How diet quality and meal timing change blood proteins linked to heart disease in women

RISK FACTORS FOR CVD IN WOMEN

NIH-funded research Tulane University of Louisiana · NIH-11177905

This project looks at how what and when women eat changes blood proteins that are tied to future coronary heart disease risk.

Quick facts

Grant typeR01 grant
Study typeNIH-funded research
Funding institutionTulane University of Louisiana NIH-funded
Lab location1 site (New Orleans, United States)
Project IDNIH-11177905 on NIH RePORTER

What this research studies

You would be part of work that uses blood samples and long-term diet information collected from large groups like the Nurses’ Health Study, CARDIA, Jackson Heart Study, POUNDS LOST, and UK Biobank. Researchers will measure thousands of proteins in blood (proteomics) and link protein patterns to diet quality and circadian or temporal eating habits. They will follow how these proteomic patterns change over about 10 years and whether those changes predict new cases of coronary heart disease. Most analyses use existing cohort data and stored samples, so participation typically means being enrolled in one of those long-term studies or providing blood and detailed diet histories rather than receiving a new treatment.

Who could benefit from this research

Good fit: Adult women who are enrolled in long-term cohort studies or can provide blood samples and detailed diet and meal-timing information would be most relevant for this research.

Not a fit: People seeking immediate treatment for active or advanced coronary disease are unlikely to get direct clinical benefit from this observational biomarker research.

Why it matters

Potential benefit: If successful, this could lead to better diet and meal-timing guidance and blood-based markers to identify people at higher future risk of heart disease.

How similar studies have performed: Previous studies show diet influences circulating proteins and some proteomic markers relate to heart disease risk, but combining objective meal-timing measures with proteome-wide, decade-long prediction is relatively new.

Where this research is happening

New Orleans, United States

Researchers

About this research

  1. This is an active NIH-funded research project — typically early-stage science, not a clinical trial accepting patient enrollment.
  2. Some NIH-funded labs run parallel clinical studies or seek volunteers for related work. To check, contact the principal investigator or institution listed above.
  3. For full project details, budget, and progress reports, visit the official NIH RePORTER page below.
Conditions Cardiometabolic DiseaseCardiometabolic DisorderCoronary DiseaseCoronary heart disease
Last reviewed 2026-06-13 by the Find a Trial editorial team. Information on this page is for educational purposes and is not medical advice. Always consult qualified healthcare professionals about clinical trial participation.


* **Exercise aim**: Take every line in the entries that includes the word "Image" and copy it.

* **Records shown**:

○ ○ ○ ○ ○ ○ ○

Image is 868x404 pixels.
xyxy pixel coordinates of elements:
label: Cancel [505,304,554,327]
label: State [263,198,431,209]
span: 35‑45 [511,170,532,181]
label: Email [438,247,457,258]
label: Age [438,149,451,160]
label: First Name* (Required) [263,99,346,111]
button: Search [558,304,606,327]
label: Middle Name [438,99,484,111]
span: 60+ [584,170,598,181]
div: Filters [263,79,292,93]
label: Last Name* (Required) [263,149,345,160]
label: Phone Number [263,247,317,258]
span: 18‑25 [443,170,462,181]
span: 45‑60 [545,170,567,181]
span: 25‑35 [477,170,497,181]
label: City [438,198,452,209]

○ ○ ○ ○ ○ ○ ○

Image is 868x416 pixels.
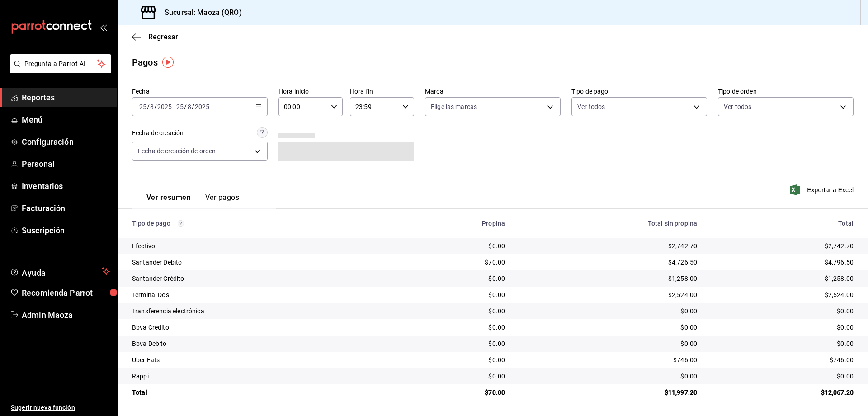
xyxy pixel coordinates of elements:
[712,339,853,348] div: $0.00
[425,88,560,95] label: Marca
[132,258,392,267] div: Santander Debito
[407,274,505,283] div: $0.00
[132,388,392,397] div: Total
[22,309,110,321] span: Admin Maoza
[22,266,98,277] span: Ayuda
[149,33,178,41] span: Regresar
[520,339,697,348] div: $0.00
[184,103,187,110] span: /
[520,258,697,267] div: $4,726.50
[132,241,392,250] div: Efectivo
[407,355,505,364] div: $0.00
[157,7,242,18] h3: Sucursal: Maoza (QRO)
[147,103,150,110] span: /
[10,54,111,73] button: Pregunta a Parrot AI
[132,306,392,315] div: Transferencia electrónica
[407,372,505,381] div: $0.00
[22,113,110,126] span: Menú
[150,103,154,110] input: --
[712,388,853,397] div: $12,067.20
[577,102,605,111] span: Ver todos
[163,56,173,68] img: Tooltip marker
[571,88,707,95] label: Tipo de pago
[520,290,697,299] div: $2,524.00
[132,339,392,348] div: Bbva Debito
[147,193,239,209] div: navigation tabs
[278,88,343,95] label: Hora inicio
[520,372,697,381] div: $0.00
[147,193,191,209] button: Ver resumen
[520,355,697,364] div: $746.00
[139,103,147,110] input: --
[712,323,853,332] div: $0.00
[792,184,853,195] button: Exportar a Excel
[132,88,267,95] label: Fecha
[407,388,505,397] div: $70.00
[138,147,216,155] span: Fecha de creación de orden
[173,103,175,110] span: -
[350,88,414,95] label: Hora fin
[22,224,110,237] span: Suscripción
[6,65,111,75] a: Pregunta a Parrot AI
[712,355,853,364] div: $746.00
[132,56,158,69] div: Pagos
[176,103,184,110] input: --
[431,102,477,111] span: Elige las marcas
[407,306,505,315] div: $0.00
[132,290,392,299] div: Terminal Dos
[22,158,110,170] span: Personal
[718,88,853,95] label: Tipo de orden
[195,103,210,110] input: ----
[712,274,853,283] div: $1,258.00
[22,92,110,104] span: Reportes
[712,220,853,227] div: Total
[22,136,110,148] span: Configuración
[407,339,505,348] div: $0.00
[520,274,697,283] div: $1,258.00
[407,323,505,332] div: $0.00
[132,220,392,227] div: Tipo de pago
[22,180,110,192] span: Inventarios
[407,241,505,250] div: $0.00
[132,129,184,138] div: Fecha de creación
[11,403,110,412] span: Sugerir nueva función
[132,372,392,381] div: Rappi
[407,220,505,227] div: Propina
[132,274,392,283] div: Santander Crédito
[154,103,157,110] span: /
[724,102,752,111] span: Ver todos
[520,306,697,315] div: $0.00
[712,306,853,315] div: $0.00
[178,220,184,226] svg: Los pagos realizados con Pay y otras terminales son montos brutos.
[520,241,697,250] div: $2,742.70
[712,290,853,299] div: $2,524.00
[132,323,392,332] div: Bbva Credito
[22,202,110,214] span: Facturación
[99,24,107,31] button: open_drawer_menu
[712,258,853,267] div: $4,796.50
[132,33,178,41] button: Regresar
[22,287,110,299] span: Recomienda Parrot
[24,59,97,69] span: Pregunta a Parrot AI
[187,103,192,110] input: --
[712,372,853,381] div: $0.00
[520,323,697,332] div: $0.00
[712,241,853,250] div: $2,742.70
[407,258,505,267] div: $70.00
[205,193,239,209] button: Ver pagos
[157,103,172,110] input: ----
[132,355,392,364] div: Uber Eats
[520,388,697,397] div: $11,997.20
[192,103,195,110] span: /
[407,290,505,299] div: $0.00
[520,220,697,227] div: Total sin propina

○ ○ ○ ○ ○ ○ ○

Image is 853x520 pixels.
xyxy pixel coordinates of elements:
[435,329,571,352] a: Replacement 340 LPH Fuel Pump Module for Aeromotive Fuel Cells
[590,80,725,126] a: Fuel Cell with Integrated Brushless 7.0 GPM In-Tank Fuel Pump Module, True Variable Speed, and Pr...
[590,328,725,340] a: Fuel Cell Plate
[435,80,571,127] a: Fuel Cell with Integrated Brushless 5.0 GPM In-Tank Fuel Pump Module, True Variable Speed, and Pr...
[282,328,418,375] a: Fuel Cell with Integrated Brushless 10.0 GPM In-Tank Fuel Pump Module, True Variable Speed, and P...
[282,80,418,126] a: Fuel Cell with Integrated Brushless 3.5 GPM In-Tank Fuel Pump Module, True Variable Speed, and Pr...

○ ○ ○ ○ ○ ○ ○

* **Result**:
Image is 868x404 pixels.
Image is 868x416 pixels.
Image is 853x520 pixels.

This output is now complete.